Listening to a podcast about history, and the fact that being so racist you kinda supported decolonialism was a sorta-kinda prevalent ideology in France in parts of the 20th century is interesting.

Like you're so racist you want to limit the country to just the metropole and have nothing to do with outsiders, barely even other Frenchmen.

Edit: This is not meant to be an endorsement.

[–] vertexarray@hexbear.net 3 points 2 months ago (2 children)

Something to this effect surfaced momentarily in A Certain Idea of France, Julian Jackson's de Gaulle biography, the idea that France could be colonised by its colonies depending on how the constitution of the fifth republic shook out.

France appears to be a very silly place

[–] Keld@hexbear.net 3 points 2 months ago* (last edited 2 months ago) (1 children)
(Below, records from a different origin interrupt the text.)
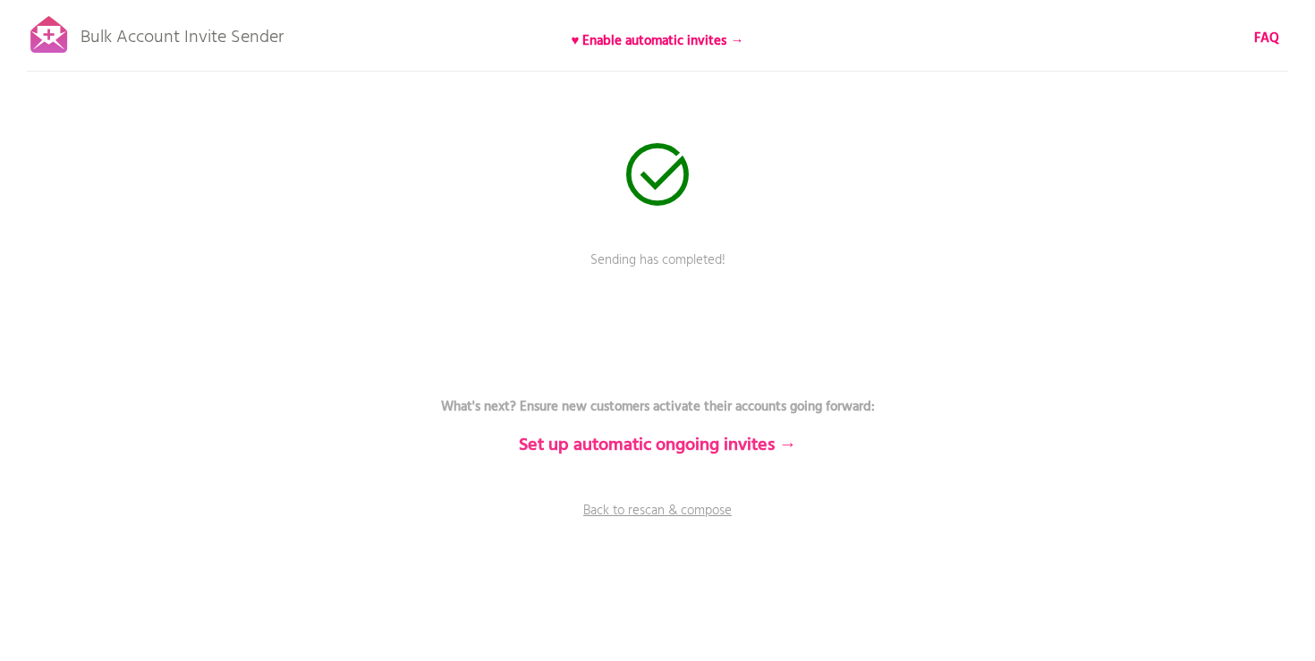 The image size is (1315, 661). What do you see at coordinates (658, 41) in the screenshot?
I see `b: ♥ Enable automatic invites →` at bounding box center [658, 41].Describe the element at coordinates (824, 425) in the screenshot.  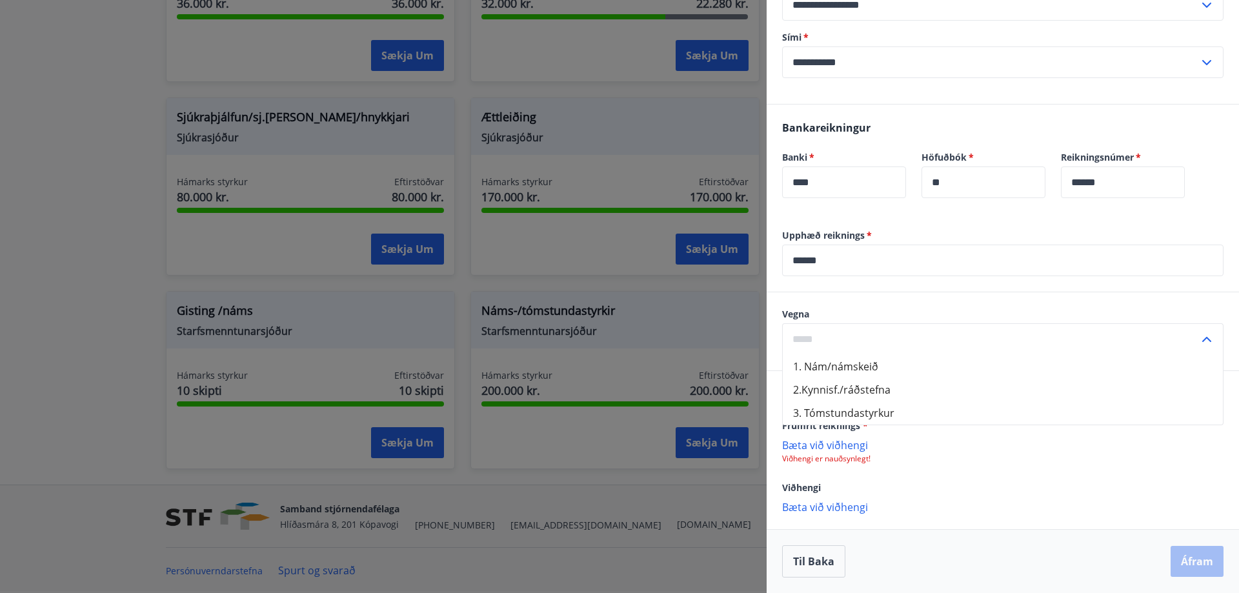
I see `span: Frumrit reiknings` at that location.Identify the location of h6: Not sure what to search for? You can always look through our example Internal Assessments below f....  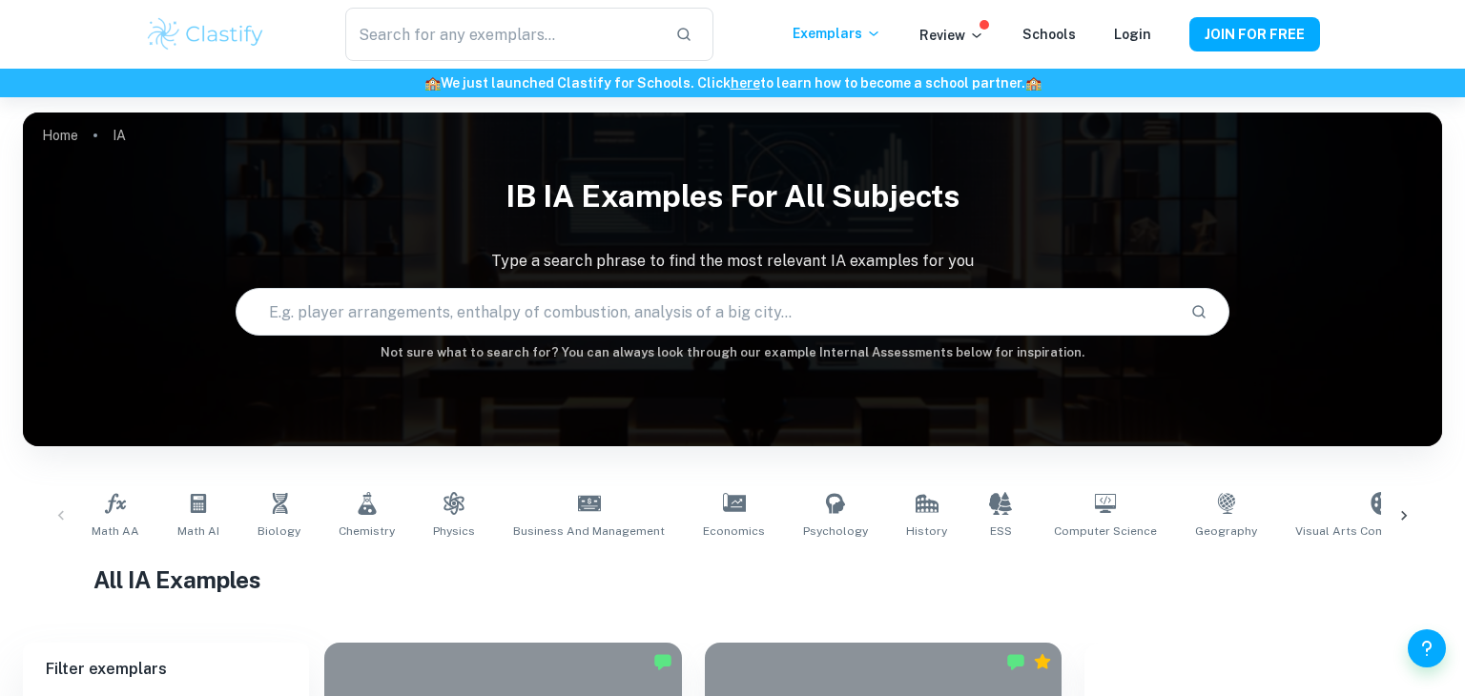
(733, 353).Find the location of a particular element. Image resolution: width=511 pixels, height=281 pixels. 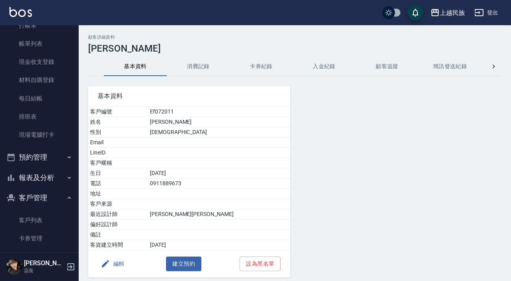

button: save is located at coordinates (416, 13). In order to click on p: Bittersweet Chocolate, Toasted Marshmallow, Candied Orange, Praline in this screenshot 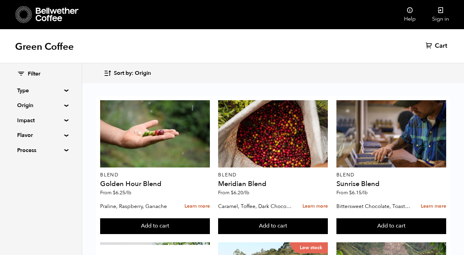, I will do `click(374, 206)`.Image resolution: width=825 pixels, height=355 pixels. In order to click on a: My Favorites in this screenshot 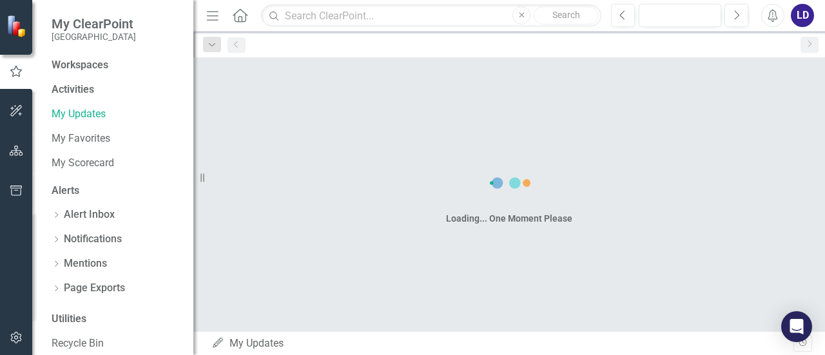, I will do `click(116, 139)`.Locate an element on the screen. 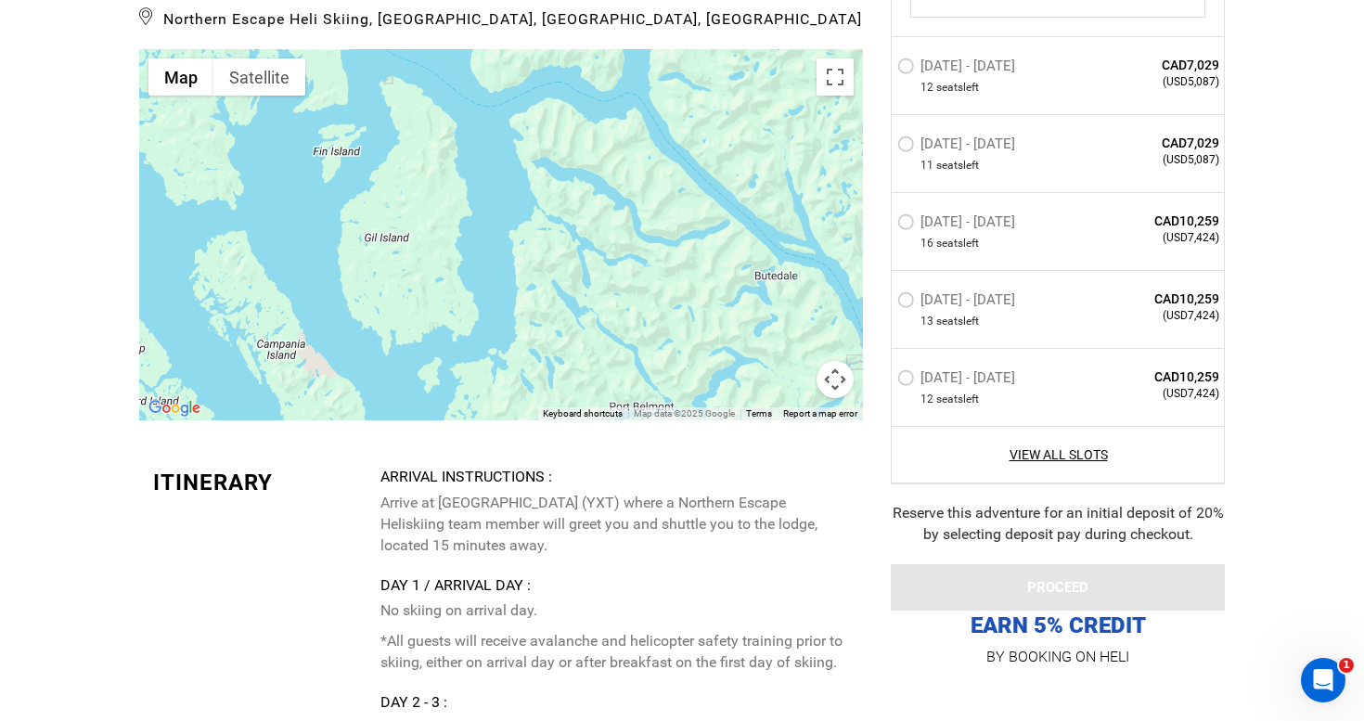  div: Itinerary is located at coordinates (260, 483).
Well that does make sense seeing as De Gaulle flirted with Maurassism in the interwar period., and Maurras was one of the racists so racist he wasn't entirely convinced of the colonialism thing, and didn't consider most French people to be properly French or really human.

Aaanyway Macron has been airing rehabilitating Maurras for a while now.

[–] vertexarray@hexbear.net 3 points 2 months ago (1 children)

I had no idea. The degree to which Maurras' bonkers racism has not come up during this book is making me reconsider finishing it.

[–] Keld@hexbear.net 3 points 2 months ago* (last edited 2 months ago)

Really? Not even in pasing is stuff like anti-France or the "confederated states of jews, protestants, masons and foreigners" mentioned?

[–] qcop@hexbear.net 3 points 2 months ago (1 children)

French far right is still about this idea. One of their big talking point is "The Great Replacement Theory" which is basically a spin on white genocide. They say France and Europe indigenous population (ie whites) will be replaced (ie genocided by not making enough white children compared to non-whites coming into the country). Zemmour is a prominent mainstream figure always talking about it. They say it on mainstream TV with no repercussion.

[–] Le_Wokisme@hexbear.net 2 points 2 months ago (1 children)

isn't great replacement the OG white genocide?

[–] qcop@hexbear.net 3 points 2 months ago

Yes, just trying to contextualize for people in the US as I think they are the majority there and probably not everyone is up to date on european racism (especially french ones as it originated with Renaud Camus a spiritual descendant of Maurras). I can’t wait for this pos to die, hopefully not peacefully.